Typically, he appears to remember every second of every match he has every played at the Crandon Park Tennis Center, even the ones he doesn’t particularly care to. “I came here at 16 and lost a tough five-setter to Muster on the back court 6-4 in the fifth, down two sets to Love, lost my serve at 4-5 in the fifth,” he began, before pausing for breath. “The next year I played Krickstein in the second round and had to default with cramps.  I had a first-round exit, I believe in '89, to Charlie Steeb.  1990 was real good. I lost to Edberg in the finals of Palm Springs and then beat him in the finals here.  I suppose that's when it really started.”

This year Agassi will take on young Frenchman Paul-Henri Mathieu in the second round after a bye, and will hope to give himself another reason to like a tournament which he has grown to love.

“It took me a number of years to enjoy most of the cities I travelled to, to be quite honest - especially the European cities.  It was never something that came quickly to me.  It took some years of sort of growing up to enjoy the cultures and the things they had to offer.  It was the same way here in Miami.  It wasn't a place that I responded to immediately.  But I certainly am thankful that I saw the light”

The last line was delivered with a trademark Agassi twinkle, designed to charm the locals and have everyone else sighing in appreciation of a man they know they are probably seeing the last of.
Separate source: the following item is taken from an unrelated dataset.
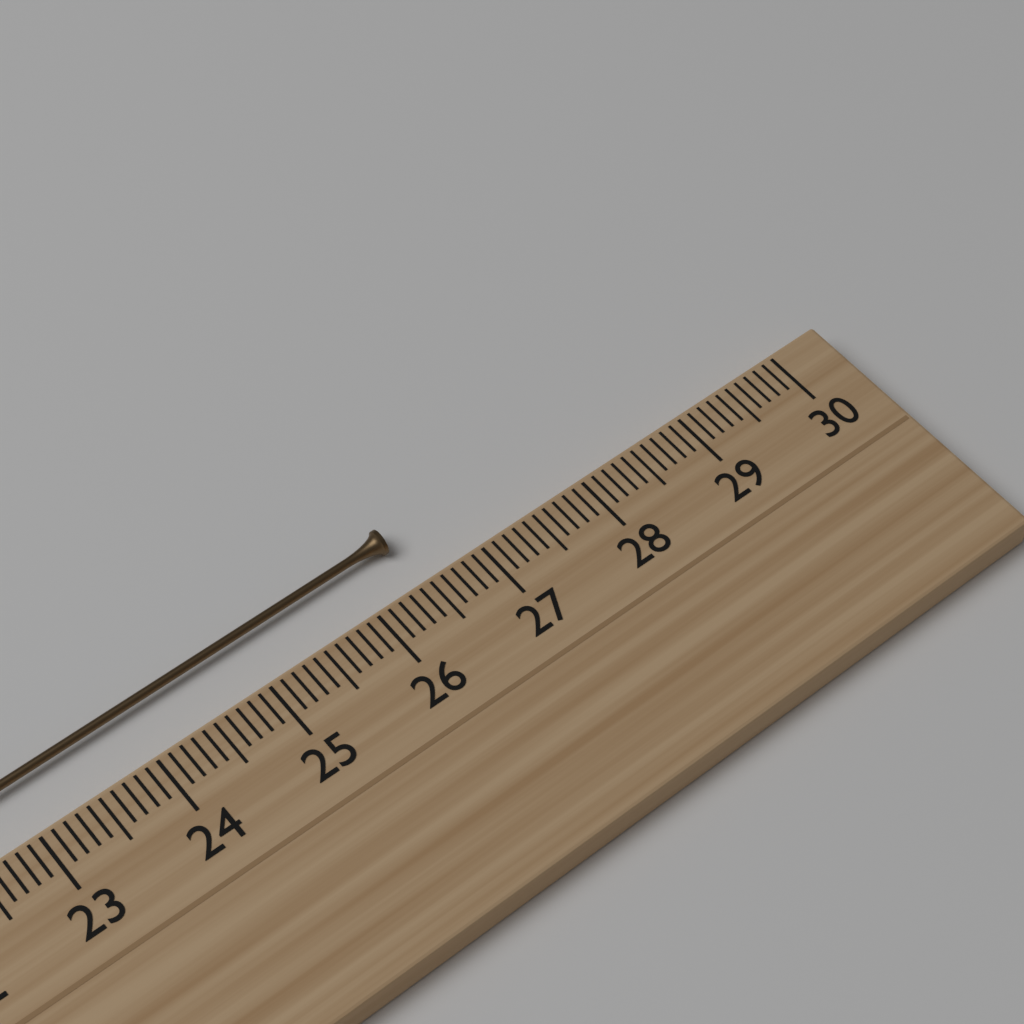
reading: 26.5 cm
He is 35 at the end of April and, if he either wins something big or wins nothing at all, he could decide to call it quits anytime before the end of this season.
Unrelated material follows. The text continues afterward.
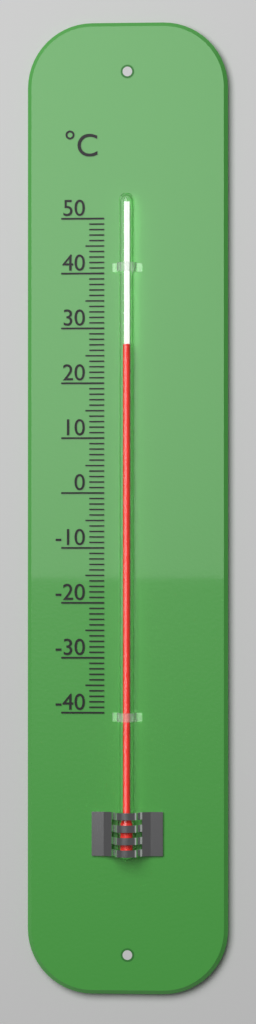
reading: 27 °C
Andy Roddick is some way off that and the defending Nasdaq-100 Open champion would like to keep it that way. Roddick, who takes on Fernando Verdasco on Friday, needs to defend as many ranking points as he can to stay in touch with those ahead of him in the rankings and to have any chance of making up ground on Lleyton Hewitt, who is currently No.2 ahead of him. His defense starts off with a tough match as well. Verdasco almost eliminated Roddick in the second round of the recent Pacific Life Open, but came up short in the third set losing 3-6, 6-3, 6-7 (2).
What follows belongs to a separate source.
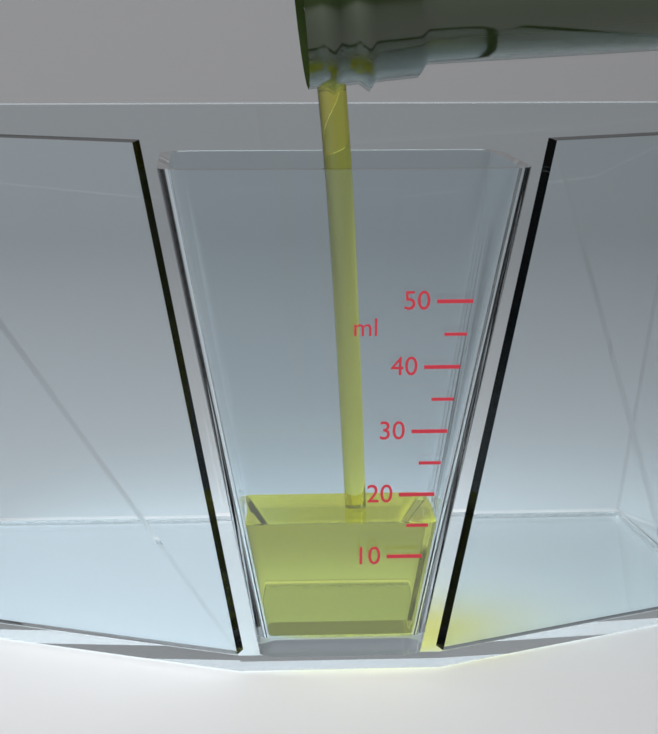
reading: 15 ml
Hewitt, ironically, is absent from the Nasdaq-100 Open draw with a toe injury.

Friday’s women’s action will see the return of Justine Henin-Hardenne, who’ll be playing her first match since last year’s US Open when she takes on Abigail Spears. Henin-Hardenne’s return after her health troubles (she battled mononucleosis for much of last year only to suffer a knee injury while practicing in Sydney in January) relegates Maria Sharapova and both Williams sisters to support acts, though it’s probably best not to tell them that.

When all is said and done there may end up being only one star in Miami and his name is Andre Agassi…toes and all.